Counterpoint: at the high school where I taught until recently, our sophomore course included Their Eyes Were Watching God, one junior course included Passing, one senior course included Kafka and another Woolf. Admittedly this is one of those cradle-to-Ivy League pipeline schools, so it’s not broadly representative of American adolescent literacy levels — but our students did well with these texts (and challenging contemporary works as well) and many of the seniors actually loved the hard works we assigned, from Hamlet to Mrs. Dalloway. I think that Atlantic article was…an Atlantic article: long on scary anecdotes, but not necessarily reliable. And I think your course sounds fantastic, a gift to your students. I look forward to hearing how they respond.
This is heartening. And you're right to ding the Atlantic for being one the more high-visibility legacy publications that seems to have succumbed completely to the logic of clickbait.
I go to the gym, I see that people aren't scared of lifting heavy objects and that's it's actually highly desirable to do difficult things. Maybe the same logic applies here.
If this is a standard intro class that meets gen. ed. requirements, it sounds like your students are more capable readers than mine. If I taught a list that ambitious, it would wind up being me and 2 or 3 of the best students discussing them, while the rest of the class either looks on or tries to tune out with a screen. I could get away with it for an advanced course, where most of the class would be English majors but not regular intro. I typically only do 3-4 novels in a class like that with the rest being a mix of lyric poems, short fiction, and maybe a play. Plays do seem to work better than novels these days, which probably reflects what you described as the of role of "slop" in degrading interiority. Lincoln Michel posted an worthwhile essay on "slop" recently, which you may have already seen: https://countercraft.substack.com/p/art-in-the-age-of-slop?utm_source=post-email-title&publication_id=284412&post_id=154332279&utm_campaign=email-post-title&isFreemail=true&r=yrr5e&triedRedirect=true&utm_medium=email
It’s a 300-level course; I’d never try this on the intro level. I made my contemporary lit students read a dozen works of poetry, fiction, and creative nonfiction last spring for an intermediate-level course and they mostly did fine—that included several novels. I rarely teach plays! Maybe that should change.

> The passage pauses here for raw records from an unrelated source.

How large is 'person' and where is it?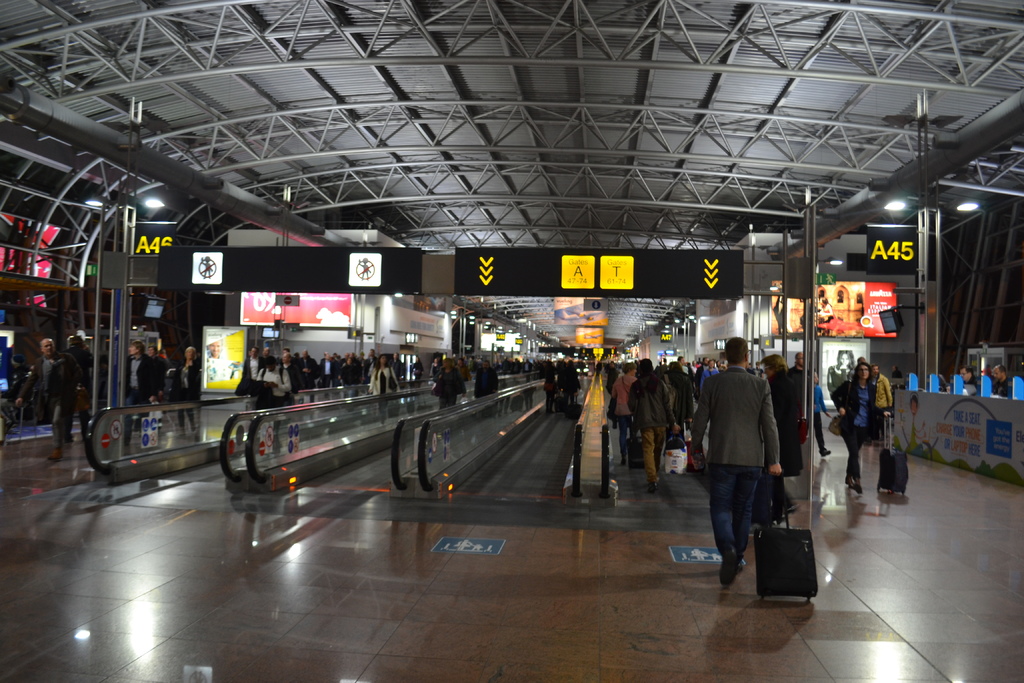
Bounding box: box=[340, 350, 362, 391].
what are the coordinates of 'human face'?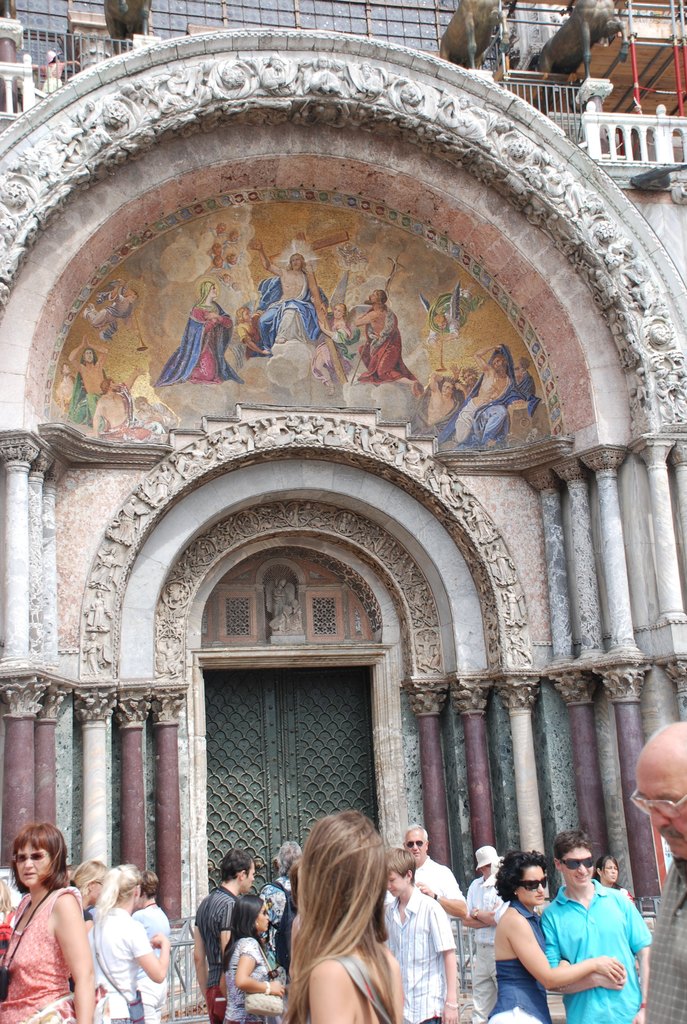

Yes, I saw Lincoln’s piece; I read him religiously.
Counterpoint: at the high school where I taught until recently, our sophomore course included Their Eyes Were Watching God, one junior course included Passing, one senior course included Kafka and another Woolf. Admittedly this is one of those cradle-to-Ivy League pipeline schools, so it’s not broadly representative of American adolescent literacy levels — but our students did well with these texts (and challenging contemporary works as well) and many of the seniors actually loved the hard works we assigned, from Hamlet to Mrs. Dalloway. I think that Atlantic article was…an Atlantic article: long on scary anecdotes, but not necessarily reliable. And I think your course sounds fantastic, a gift to your students. I look forward to hearing how they respond.
This is heartening. And you're right to ding the Atlantic for being one the more high-visibility legacy publications that seems to have succumbed completely to the logic of clickbait.
I go to the gym, I see that people aren't scared of lifting heavy objects and that's it's actually highly desirable to do difficult things. Maybe the same logic applies here.
If this is a standard intro class that meets gen. ed. requirements, it sounds like your students are more capable readers than mine. If I taught a list that ambitious, it would wind up being me and 2 or 3 of the best students discussing them, while the rest of the class either looks on or tries to tune out with a screen. I could get away with it for an advanced course, where most of the class would be English majors but not regular intro. I typically only do 3-4 novels in a class like that with the rest being a mix of lyric poems, short fiction, and maybe a play. Plays do seem to work better than novels these days, which probably reflects what you described as the of role of "slop" in degrading interiority. Lincoln Michel posted an worthwhile essay on "slop" recently, which you may have already seen: https://countercraft.substack.com/p/art-in-the-age-of-slop?utm_source=post-email-title&publication_id=284412&post_id=154332279&utm_campaign=email-post-title&isFreemail=true&r=yrr5e&triedRedirect=true&utm_medium=email
It’s a 300-level course; I’d never try this on the intro level. I made my contemporary lit students read a dozen works of poetry, fiction, and creative nonfiction last spring for an intermediate-level course and they mostly did fine—that included several novels. I rarely teach plays! Maybe that should change.
Yes, I saw Lincoln’s piece; I read him religiously.
Yeah, I just saw that you actually reposted the Michel essay.